Work on 5 of 6 Metro lines to impact weekend service

Weekend service on parts of Metrorail will be reduced due to work on five of the train network’s six lines.

The transit agency said the work is being done Saturday and Sunday, which means service changes on every line except the Yellow Line. Here’s what you need to know.

The Metro train system map. (Courtesy WMATA)

Train frequency on the Blue and Orange lines will be significantly reduced, arriving only every 26 minutes on both lines. However, trains will arrive every 13 minutes on the Blue Line between Downtown Largo and Smithsonian on Saturday from 9 a.m. to 10 p.m. and from 9 a.m. to 6 p.m. on Sunday.

On the Silver Line, trains will run only from Ashburn to Ballston every 13 minutes. Metro said the service adjustments to the Blue, Orange and Silver lines are due to “critical track work” and rail adjustments on a section of track between Foggy Bottom and Clarendon/Arlington Cemetery.

Leak mitigation work is scheduled on the Red Line, which will cause single tracking between Van Ness and Friendship Heights. On the Green Line, crews will work to repair concrete grout pads, install fiber-optic cable and maintain drains, which means single tracking between L’Enfant Plaza and Navy Yard.

Trains will run every 14 minutes on the Green Line, and every 18 minutes on the Red Line between Shady Grove and Farragut North. Trains on the Red Line between Farragut North and Glenmont will arrive every nine minutes.

In all, Metro said crews will adjust 2,100 linear feet, which is the length of seven football fields. Metro workers will also replace 400 feet of grout pads and install about 60 insulators, 115 stud bolts and 300 fasteners. The work also involves the inspection and tightening of 3,600 linear feet of stud bolts and fasteners; that’s the length of 22 Olympic-size pools.

Thomas Robertson

Thomas Robertson is an Associate Producer and Web Writer/Editor at WTOP. After graduating in 2019 from James Madison University, Thomas moved away from Virginia for the first time in his life to cover the local government beat for a small daily newspaper in Zanesville, Ohio.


Locate the word "button" in the entries below, then gather every line that holds it.

Task input: Begin

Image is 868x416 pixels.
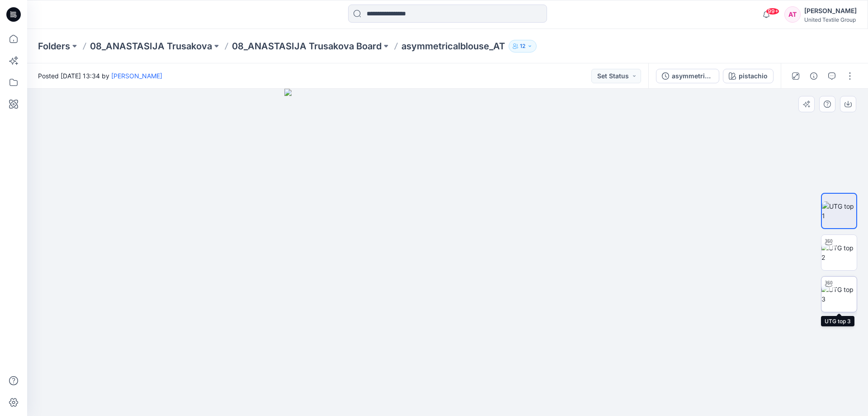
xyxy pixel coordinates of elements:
button: asymmetricalblouse_AT [656,69,720,83]
img: UTG top 1 [822,201,856,221]
span: 99+ [766,8,780,15]
div: asymmetricalblouse_AT [672,71,713,81]
button: pistachio [723,69,773,83]
div: United Textile Group [804,16,857,23]
button: 12 [509,40,536,52]
p: asymmetricalblouse_AT [401,40,505,52]
a: [PERSON_NAME] [111,72,162,80]
a: 08_ANASTASIJA Trusakova Board [232,40,382,52]
img: UTG top 3 [821,284,857,303]
button: Details [807,69,821,83]
img: UTG top 2 [821,243,857,262]
div: pistachio [738,71,768,81]
a: Folders [38,40,70,52]
span: Posted [DATE] 13:34 by [38,71,162,80]
div: [PERSON_NAME] [804,6,857,16]
div: AT [785,6,800,23]
p: 12 [520,41,526,51]
img: eyJhbGciOiJIUzI1NiIsImtpZCI6IjAiLCJzbHQiOiJzZXMiLCJ0eXAiOiJKV1QifQ.eyJkYXRhIjp7InR5cGUiOiJzdG9yYW... [284,89,612,416]
a: 08_ANASTASIJA Trusakova [90,40,212,52]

Task input: End

__Expected output__.
button: asymmetricalblouse_AT [656,69,720,83]
button: pistachio [723,69,773,83]
button: 12 [509,40,536,52]
button: Details [807,69,821,83]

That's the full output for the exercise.